Styvi sits on the east side of the Nærøyfjord, directly across from Dyrdal. The place has been settled since the Viking Age. In the Middle Ages there were three farms, but the Black Death in 1349 reduced them to two. There have never been more than two since.
For centuries, Styvi was a postal station on the Royal Postal Road between Bergen and Christiania. The route was established around 1647. In summer, post was carried by boat from Gudvangen to Lærdal, 45 kilometres by rowing. In winter, when ice covered the narrow inner fjord, the postmen had to walk. Around 1660, a track was built from Styvi to Bleiklindi, about 6 kilometres along the fjord shore. From Styvi, where the fjord is wider and deeper and does not freeze, they could row the rest of the way to Lærdal. When the fjord did freeze solid, they used a combination of boat and sledge. People drowned doing this.
At Bleiklindi you will find the tree that gave the place its name: Bleiklindi means "pale linden." It is a protected botanical rarity. Most linden trees are green in spring and yellow in autumn. This one does the opposite: pale yellow-green leaves in spring that darken to green in autumn when everything else turns yellow. Nobody knows why.
Between Styvi and Bleiklindi, at a place called Holmo, there is a protected burial mound from the late Iron Age. It is 15 metres across and 2 metres high, the largest of its kind in Aurland municipality. The Styvi-Holmo landscape protection area was established in 1991.
For centuries, Styvi was a postal station on the Royal Postal Road between Bergen and Christiania. The route was established around 1647. In summer, post was carried by boat from Gudvangen to Lærdal, 45 kilometres by rowing. In winter, when ice covered the narrow inner fjord, the postmen had to walk. Around 1660, a track was built from Styvi to Bleiklindi, about 6 kilometres along the fjord shore. From Styvi, where the fjord is wider and deeper and does not freeze, they could row the rest of the way to Lærdal. When the fjord did freeze solid, they used a combination of boat and sledge. People drowned doing this.
At Bleiklindi you will find the tree that gave the place its name: Bleiklindi means "pale linden." It is a protected botanical rarity. Most linden trees are green in spring and yellow in autumn. This one does the opposite: pale yellow-green leaves in spring that darken to green in autumn when everything else turns yellow. Nobody knows why.
Between Styvi and Bleiklindi, at a place called Holmo, there is a protected burial mound from the late Iron Age. It is 15 metres across and 2 metres high, the largest of its kind in Aurland municipality. The Styvi-Holmo landscape protection area was established in 1991.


▶ [Exercise directions]: Every line below that holds the string "JapanUKGermanyUSChinaTurkeyMexicoIndia" should be copied.
*** Begin section ***
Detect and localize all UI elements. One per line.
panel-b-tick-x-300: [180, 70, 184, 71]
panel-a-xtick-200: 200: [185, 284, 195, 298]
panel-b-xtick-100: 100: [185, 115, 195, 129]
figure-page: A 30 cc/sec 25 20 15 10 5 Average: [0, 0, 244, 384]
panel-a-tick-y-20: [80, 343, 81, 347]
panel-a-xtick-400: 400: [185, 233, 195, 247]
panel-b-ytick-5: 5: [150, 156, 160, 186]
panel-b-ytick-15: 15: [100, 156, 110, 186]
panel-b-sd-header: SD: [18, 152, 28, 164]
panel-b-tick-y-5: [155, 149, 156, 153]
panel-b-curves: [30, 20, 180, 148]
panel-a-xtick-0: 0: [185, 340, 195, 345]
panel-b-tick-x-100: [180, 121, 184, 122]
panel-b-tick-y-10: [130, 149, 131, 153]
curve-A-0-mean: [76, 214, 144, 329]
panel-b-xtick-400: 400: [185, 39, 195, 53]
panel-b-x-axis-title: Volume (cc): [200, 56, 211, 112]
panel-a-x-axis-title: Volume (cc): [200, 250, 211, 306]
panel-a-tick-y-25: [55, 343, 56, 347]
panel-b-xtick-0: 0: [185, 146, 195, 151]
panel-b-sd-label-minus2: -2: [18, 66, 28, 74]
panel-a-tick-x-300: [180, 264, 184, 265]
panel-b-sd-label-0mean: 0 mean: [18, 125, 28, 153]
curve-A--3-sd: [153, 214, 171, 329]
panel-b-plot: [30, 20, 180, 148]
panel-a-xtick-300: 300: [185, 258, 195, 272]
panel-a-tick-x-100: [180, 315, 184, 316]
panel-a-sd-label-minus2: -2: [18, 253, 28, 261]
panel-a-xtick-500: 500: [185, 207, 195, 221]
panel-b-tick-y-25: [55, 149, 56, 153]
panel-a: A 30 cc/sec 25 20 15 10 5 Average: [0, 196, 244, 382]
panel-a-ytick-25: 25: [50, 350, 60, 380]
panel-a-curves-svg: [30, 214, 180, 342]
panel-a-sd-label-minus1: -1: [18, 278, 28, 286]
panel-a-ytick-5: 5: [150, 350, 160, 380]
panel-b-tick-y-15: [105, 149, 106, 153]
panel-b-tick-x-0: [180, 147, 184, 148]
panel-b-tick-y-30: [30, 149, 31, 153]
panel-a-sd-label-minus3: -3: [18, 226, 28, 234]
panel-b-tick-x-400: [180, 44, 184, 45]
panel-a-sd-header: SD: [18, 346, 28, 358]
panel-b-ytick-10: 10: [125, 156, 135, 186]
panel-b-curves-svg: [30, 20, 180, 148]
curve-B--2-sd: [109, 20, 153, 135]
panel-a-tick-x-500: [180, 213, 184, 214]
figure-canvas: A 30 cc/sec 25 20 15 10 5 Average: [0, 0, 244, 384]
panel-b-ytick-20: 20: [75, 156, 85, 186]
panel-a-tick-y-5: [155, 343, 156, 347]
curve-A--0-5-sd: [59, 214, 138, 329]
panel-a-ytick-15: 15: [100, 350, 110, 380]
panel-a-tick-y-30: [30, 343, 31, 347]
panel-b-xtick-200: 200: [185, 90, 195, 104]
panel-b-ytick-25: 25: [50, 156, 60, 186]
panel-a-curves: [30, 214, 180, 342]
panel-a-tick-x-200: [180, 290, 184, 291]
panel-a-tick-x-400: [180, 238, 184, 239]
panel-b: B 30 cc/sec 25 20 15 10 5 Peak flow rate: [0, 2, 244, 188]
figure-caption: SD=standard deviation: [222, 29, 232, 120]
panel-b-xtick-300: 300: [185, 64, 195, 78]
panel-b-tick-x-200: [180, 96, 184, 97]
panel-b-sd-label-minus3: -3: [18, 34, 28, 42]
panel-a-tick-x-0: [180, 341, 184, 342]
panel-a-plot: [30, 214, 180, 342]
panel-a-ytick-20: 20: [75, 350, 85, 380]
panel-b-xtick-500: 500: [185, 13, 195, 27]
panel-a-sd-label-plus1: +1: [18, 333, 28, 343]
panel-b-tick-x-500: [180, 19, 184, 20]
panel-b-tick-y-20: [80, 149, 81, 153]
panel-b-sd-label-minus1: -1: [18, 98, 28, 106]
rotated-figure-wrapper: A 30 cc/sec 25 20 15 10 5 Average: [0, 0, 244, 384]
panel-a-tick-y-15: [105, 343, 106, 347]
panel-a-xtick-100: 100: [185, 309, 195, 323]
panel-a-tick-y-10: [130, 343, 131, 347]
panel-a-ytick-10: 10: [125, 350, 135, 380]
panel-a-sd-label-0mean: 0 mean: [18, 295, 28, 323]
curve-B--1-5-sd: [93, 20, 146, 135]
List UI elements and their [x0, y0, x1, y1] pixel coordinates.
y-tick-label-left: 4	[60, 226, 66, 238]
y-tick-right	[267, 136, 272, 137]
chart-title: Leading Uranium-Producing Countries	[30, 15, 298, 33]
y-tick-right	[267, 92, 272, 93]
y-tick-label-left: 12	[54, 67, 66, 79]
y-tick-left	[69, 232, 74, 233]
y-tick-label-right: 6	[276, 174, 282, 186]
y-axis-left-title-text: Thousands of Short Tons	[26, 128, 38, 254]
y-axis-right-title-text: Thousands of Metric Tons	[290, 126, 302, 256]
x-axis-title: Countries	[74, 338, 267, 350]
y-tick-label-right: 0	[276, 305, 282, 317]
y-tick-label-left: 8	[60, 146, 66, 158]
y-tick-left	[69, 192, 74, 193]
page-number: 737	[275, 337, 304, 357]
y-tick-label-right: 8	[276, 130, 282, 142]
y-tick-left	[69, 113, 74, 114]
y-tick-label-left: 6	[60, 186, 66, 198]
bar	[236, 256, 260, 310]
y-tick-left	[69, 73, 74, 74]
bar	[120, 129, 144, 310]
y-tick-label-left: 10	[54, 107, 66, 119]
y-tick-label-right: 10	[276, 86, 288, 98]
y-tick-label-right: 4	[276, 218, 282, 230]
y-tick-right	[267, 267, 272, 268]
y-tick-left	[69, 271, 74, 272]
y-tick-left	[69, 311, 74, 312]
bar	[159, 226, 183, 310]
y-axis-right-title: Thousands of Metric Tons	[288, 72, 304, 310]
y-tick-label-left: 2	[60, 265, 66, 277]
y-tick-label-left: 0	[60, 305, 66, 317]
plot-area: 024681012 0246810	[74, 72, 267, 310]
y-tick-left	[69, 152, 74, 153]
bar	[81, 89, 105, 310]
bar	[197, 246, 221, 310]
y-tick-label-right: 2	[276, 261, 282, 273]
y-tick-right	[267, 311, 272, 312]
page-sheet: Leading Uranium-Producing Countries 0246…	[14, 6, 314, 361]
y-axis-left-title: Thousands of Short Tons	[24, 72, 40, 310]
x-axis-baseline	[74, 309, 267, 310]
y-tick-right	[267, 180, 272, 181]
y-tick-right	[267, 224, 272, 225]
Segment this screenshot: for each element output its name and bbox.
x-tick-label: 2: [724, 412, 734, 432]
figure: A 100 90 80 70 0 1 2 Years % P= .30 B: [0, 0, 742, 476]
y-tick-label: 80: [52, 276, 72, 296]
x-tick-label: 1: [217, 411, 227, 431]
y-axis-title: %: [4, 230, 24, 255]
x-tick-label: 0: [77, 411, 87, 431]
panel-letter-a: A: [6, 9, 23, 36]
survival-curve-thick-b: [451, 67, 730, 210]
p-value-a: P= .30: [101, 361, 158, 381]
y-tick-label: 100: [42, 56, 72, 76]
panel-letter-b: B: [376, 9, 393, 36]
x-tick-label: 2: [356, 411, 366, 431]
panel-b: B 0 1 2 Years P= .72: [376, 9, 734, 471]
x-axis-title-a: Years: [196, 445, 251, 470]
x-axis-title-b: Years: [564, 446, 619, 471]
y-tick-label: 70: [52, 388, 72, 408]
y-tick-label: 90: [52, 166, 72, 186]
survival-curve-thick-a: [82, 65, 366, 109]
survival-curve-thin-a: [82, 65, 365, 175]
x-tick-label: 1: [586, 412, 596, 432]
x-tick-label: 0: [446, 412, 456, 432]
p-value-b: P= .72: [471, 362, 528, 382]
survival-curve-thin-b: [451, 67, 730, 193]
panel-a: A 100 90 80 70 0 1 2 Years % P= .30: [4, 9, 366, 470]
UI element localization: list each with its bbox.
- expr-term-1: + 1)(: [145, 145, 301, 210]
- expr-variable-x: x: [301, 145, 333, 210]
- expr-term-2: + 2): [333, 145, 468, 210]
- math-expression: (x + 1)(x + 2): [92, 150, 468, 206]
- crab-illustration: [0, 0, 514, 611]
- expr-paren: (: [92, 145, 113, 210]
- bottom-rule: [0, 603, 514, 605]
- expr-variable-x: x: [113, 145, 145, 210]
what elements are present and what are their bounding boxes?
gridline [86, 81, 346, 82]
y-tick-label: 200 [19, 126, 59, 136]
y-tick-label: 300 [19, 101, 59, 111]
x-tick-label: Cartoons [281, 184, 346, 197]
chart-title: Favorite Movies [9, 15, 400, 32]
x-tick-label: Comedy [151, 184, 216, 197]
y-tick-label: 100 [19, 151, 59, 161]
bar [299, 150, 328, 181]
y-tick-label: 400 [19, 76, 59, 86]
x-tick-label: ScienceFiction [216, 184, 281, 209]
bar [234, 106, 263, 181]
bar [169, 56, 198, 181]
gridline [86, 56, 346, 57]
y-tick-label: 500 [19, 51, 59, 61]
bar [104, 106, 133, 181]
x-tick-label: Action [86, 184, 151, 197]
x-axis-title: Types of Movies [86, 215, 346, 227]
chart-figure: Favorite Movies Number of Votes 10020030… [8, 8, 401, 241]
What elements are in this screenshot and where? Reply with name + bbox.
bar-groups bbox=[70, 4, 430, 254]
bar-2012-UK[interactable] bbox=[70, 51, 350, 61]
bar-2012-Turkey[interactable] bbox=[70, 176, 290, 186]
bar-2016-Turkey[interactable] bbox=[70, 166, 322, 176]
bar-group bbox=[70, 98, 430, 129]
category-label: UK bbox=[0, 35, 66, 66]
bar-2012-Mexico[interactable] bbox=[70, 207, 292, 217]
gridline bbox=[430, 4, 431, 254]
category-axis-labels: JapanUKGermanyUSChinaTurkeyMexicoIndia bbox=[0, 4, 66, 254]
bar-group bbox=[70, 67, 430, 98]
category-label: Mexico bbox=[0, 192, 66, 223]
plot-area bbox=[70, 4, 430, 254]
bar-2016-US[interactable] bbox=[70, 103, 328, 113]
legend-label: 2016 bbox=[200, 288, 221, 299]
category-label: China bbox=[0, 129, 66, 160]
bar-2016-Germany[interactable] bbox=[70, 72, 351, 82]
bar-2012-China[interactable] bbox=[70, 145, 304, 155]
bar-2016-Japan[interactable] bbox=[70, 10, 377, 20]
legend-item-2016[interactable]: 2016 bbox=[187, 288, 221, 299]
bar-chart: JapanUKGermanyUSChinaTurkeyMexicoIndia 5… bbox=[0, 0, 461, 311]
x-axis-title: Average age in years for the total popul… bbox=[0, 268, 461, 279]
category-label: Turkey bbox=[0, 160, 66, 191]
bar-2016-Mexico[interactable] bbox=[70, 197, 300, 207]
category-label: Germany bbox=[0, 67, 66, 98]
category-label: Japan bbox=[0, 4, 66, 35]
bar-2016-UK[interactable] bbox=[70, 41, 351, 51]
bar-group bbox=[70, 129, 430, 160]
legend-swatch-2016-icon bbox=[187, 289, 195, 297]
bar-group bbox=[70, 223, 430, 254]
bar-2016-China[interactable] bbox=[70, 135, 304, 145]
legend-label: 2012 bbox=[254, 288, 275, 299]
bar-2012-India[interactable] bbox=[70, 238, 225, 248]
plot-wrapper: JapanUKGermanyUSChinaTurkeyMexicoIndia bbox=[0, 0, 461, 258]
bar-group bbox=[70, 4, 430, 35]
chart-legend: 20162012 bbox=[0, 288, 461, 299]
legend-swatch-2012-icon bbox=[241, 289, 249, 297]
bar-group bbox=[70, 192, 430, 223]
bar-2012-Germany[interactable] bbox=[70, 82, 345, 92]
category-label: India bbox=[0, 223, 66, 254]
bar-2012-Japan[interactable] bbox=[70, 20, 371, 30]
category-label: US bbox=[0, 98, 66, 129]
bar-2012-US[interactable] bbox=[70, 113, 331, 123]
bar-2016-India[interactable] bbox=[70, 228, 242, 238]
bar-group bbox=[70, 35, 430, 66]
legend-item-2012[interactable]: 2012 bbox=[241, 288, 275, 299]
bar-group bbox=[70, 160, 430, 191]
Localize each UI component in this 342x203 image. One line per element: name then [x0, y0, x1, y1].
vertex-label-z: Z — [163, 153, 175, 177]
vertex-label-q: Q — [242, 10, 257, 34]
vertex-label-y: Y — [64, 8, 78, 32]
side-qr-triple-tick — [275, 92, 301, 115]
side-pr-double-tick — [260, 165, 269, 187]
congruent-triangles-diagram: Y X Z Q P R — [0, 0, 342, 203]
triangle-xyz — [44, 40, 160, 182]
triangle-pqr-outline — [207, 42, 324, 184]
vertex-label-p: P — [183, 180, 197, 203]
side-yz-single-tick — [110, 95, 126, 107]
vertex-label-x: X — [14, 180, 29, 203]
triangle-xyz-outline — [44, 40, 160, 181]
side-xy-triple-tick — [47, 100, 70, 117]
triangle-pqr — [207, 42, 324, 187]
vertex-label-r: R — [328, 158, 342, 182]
*** End section ***
▶ [Reply]:
category-axis-labels: JapanUKGermanyUSChinaTurkeyMexicoIndia bbox=[0, 4, 66, 254]
bar-chart: JapanUKGermanyUSChinaTurkeyMexicoIndia 5… bbox=[0, 0, 461, 311]
plot-wrapper: JapanUKGermanyUSChinaTurkeyMexicoIndia bbox=[0, 0, 461, 258]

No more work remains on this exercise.